The Danish scientists put 20 obese adults on an exacting diet of powdered shakes and soups for eight weeks so that each lost an average of 12.5kg (28lb). Over the following 12 months they stayed on a tough eating plan to help them stick to their new weight.
When the year was up, the researchers found that their participants’ bodies were much better at dampening their appetites after a meal, ramping up the hunger-curbing hormones.
After a 600-calorie energy drink they produced 65 per cent more GLP-1 than they did before the weight loss programme, indicating that they were more sated. Dr Torekov said the obese patients had in effect changed their “set points” — the weight their bodies strive to maintain.
Fiona Gribble, professor of endocrine physiology at the University of Cambridge, said the findings showed that keeping weight off could become easier if people persevered, although the changes might also be down to moving away from a fatty diet. “I think it’s very good news,” she said.
However, Giles Yeo, a hunger hormone expert also at Cambridge, said that without comparable results for a group of obese people who had tried and failed to keep the weight off, it was impossible to be sure that the method worked. “The real answer is that your body will fight for ever in order to stay the same weight,” he said. “The gut hormone levels are interesting, but you need to be looking at how the brain responds as well.
“At the moment, everything tells us that the brain will continue fighting and trying to get you to put the weight back on until the day you die. A recovering alcoholic is an alcoholic for life: in a similar way, an obese person who is no longer obese will always be an obese person on the inside, so to speak.”
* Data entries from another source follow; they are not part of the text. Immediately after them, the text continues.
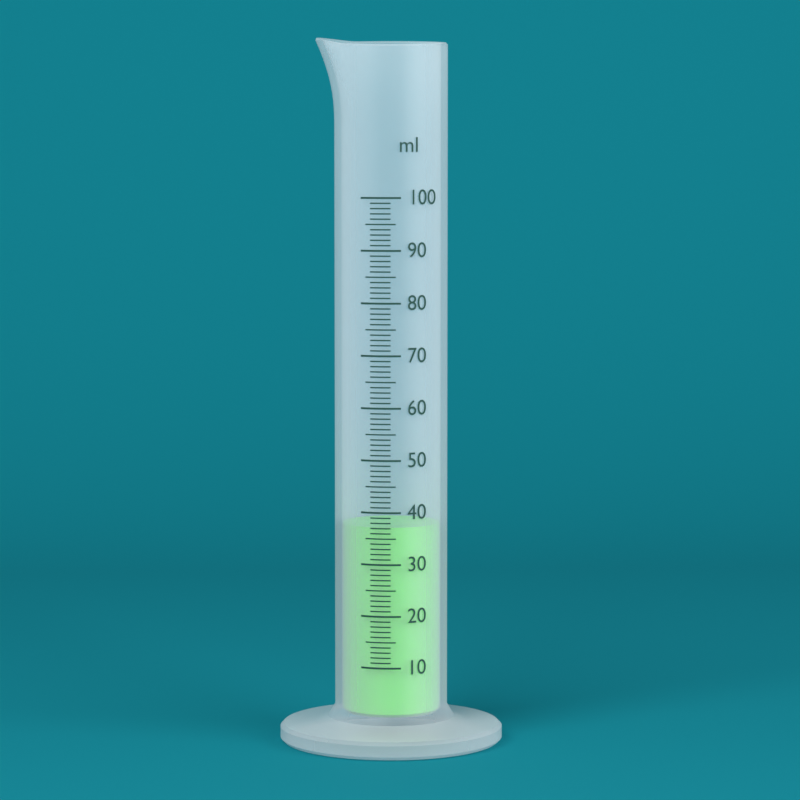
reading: 37 ml
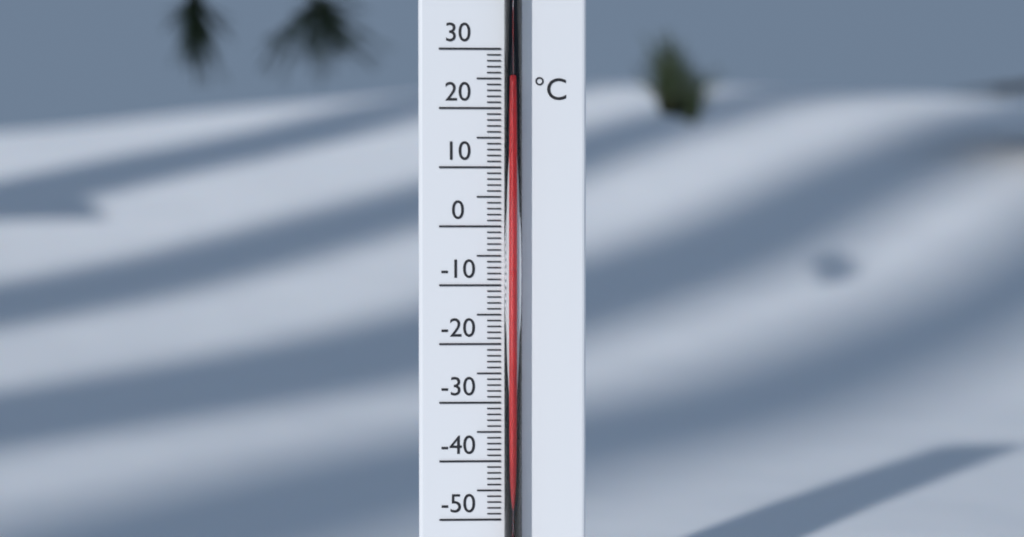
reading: 24 °C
Dr Yeo said that it might be more effective to give obese people doses of a fat cell-derived hormone called leptin, which appears to trick the brain into thinking you have eaten more than you actually have. Early trial data suggests that this helps the overweight to consume fewer calories.
The study is published this week in the European Journal of Endocrinology.
•When fat people say that they cannot help overeating, they may be right. A part of the brain involved in weighing up choices was thinner in obese people, suggesting that they have more difficulty overcoming subconscious urges, scientists said (Chris Smyth writes).
Blaming a lack of willpower is “simplistic” but bans on muffins at coffee shops, snack advertisements and other temptations could be the best way to fight obesity, the researchers said.
Paul Fletcher, professor of health neuroscience at the University of Cambridge, who carried out the study whose results were published in International Journal of Obesity, said: “You can educate people and get them to value healthy foods but something seems to happen when food is actually there. It’s almost a pavlovian impact that overcomes their best intention.”